Highly personalized built-ins can limit buyer appeal. Thoughtful, adaptable design serves your needs now while remaining attractive to future owners.

Our approach: We design built-ins that serve you beautifully today while remaining flexible enough to adapt as your life changes.


Mistake #5: Forgetting About Lighting

Built-ins often end up in shadow. Without proper lighting, even beautifully crafted cabinetry loses its impact — and functional spaces become hard to use.

The Problem

Deep shelves create shadows. Glass-front cabinets look dark inside. Home offices lack task lighting. Display shelves don't highlight what they're displaying.

The Custom Solution

We incorporate lighting from the start — LED strips under shelves, puck lights in display areas, integrated task lighting for work surfaces. Wiring is hidden, switches are conveniently placed, and the result is dramatic.


Mistake #6: Prioritizing Looks Over Function

Pinterest-worthy built-ins sometimes fail the daily use test. Symmetry is beautiful, but not at the expense of practicality.

Real example: A homeowner wanted perfectly symmetrical bookshelves flanking their fireplace. Beautiful — but the TV ended up off-center, the sound bar didn't fit, and one side had dead storage space nobody could reach.

Custom design finds the balance. We create built-ins that photograph beautifully and function perfectly — because true craftsmanship serves both aesthetics and daily life.


Why Custom Design Prevents These Mistakes

The common thread in all these mistakes? They happen when built-ins are designed generically instead of thoughtfully.
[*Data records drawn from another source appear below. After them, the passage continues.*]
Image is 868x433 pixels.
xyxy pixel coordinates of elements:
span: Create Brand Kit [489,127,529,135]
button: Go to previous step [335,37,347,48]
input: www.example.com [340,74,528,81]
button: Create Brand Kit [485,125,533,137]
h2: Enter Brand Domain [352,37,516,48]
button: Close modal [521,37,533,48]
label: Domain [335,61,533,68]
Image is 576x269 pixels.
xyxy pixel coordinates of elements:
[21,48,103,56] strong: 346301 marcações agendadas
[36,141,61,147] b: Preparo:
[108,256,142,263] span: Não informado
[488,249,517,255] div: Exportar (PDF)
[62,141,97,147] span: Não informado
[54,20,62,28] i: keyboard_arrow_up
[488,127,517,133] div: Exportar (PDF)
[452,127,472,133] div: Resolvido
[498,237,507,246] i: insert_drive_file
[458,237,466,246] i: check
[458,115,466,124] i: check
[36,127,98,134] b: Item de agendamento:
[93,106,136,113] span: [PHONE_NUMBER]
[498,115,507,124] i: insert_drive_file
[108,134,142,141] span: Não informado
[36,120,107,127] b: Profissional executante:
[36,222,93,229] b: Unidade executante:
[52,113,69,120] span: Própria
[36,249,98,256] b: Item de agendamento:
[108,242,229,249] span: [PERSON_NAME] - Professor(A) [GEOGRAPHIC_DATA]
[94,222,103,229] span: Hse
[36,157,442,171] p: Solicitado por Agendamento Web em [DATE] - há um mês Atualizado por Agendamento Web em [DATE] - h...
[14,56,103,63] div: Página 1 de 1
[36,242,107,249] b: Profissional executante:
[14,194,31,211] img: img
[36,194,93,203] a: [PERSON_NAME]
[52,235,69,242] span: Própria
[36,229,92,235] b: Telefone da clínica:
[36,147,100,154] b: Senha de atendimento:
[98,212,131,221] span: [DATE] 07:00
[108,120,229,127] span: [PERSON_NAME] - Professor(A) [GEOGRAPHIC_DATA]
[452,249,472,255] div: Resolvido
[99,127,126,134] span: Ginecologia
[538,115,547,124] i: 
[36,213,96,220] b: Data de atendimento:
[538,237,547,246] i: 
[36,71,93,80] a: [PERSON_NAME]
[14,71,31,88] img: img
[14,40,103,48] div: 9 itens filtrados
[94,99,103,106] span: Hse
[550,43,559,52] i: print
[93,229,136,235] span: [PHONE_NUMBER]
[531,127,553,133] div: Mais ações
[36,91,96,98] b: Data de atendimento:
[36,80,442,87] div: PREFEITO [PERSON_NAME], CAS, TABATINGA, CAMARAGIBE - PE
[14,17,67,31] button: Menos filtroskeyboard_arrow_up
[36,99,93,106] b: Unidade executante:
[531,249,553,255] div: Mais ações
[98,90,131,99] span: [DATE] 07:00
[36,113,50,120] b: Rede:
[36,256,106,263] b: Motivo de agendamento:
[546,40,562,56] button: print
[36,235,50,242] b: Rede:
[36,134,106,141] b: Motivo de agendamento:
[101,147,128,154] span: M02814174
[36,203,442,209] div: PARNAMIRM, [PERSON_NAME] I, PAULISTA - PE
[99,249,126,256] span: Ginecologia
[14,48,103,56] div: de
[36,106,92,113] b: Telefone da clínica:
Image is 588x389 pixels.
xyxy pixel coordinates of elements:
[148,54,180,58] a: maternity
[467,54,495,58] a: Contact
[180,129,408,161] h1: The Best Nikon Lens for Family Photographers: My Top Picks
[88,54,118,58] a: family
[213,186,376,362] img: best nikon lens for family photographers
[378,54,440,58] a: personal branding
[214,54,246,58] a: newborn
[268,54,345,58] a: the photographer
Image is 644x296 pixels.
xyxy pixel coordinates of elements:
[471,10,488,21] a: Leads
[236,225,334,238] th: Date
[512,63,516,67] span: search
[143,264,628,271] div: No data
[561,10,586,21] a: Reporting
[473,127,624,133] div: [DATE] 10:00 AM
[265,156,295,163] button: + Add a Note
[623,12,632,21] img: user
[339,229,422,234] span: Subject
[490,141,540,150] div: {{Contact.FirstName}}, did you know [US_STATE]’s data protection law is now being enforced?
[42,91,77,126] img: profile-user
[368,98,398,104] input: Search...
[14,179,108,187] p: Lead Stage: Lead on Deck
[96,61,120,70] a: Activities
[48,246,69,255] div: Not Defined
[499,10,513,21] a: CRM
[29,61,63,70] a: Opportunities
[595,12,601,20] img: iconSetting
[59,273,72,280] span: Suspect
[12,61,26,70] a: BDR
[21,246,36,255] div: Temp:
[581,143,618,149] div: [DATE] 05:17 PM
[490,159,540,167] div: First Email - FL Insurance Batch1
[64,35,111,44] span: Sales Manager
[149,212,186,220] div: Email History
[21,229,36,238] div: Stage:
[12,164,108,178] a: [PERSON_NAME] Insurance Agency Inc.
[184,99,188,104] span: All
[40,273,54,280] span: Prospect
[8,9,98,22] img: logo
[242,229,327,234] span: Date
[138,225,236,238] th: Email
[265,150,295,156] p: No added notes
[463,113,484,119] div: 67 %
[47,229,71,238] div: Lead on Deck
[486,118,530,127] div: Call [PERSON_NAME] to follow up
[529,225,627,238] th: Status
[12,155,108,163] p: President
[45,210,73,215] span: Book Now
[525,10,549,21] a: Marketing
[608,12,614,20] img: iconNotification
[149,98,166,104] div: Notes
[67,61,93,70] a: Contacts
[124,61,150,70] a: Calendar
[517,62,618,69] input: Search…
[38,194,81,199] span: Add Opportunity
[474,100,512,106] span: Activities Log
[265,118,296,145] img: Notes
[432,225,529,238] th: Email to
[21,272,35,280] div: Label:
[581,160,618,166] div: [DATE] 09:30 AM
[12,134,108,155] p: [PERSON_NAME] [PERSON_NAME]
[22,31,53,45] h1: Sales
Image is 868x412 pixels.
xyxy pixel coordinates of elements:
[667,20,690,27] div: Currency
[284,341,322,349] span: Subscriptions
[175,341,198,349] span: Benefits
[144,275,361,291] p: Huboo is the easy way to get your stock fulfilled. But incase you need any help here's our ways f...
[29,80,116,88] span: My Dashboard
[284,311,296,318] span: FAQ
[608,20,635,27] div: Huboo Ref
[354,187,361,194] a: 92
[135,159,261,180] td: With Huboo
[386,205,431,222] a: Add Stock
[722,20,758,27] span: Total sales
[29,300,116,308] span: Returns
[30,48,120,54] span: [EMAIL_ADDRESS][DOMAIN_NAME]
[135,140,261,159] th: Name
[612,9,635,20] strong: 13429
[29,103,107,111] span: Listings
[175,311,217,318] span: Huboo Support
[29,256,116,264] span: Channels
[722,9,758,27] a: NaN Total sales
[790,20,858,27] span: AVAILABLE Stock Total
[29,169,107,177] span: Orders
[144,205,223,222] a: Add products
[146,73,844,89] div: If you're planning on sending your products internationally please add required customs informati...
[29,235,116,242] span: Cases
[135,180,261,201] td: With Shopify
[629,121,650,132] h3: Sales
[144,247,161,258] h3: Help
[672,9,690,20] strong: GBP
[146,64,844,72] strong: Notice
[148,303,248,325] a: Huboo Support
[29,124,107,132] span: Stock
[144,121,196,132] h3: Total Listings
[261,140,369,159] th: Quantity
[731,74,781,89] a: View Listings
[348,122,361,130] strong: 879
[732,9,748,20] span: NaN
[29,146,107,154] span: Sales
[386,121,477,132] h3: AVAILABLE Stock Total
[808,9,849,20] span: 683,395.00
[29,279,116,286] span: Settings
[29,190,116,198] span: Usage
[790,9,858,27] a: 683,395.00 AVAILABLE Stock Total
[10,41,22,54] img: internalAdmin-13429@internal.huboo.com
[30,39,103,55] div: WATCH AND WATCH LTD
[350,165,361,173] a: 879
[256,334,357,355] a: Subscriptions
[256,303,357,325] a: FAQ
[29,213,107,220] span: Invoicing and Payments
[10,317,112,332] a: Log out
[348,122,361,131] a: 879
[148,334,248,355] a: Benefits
  • Conversation first: We learn how you live before we design anything.
  • Future planning: We anticipate changes and build in flexibility.
  • Systems thinking: Electrical, lighting, and storage work together as an integrated whole.
  • Experience: We've seen what fails and know how to prevent it.

The best built-in is one you never have to think about — it just works, every day, exactly as you need it to.


Ready to Plan Your Built-Ins the Right Way?

Whether you're dreaming of a home office, entertainment center, or library wall, we'll help you avoid common pitfalls and create something that works beautifully for years to come.

Explore our built-in cabinetry or start a conversation about your project.

At Refined Interiors, every cabinet begins with craftsmanship — and every project ends with refinement.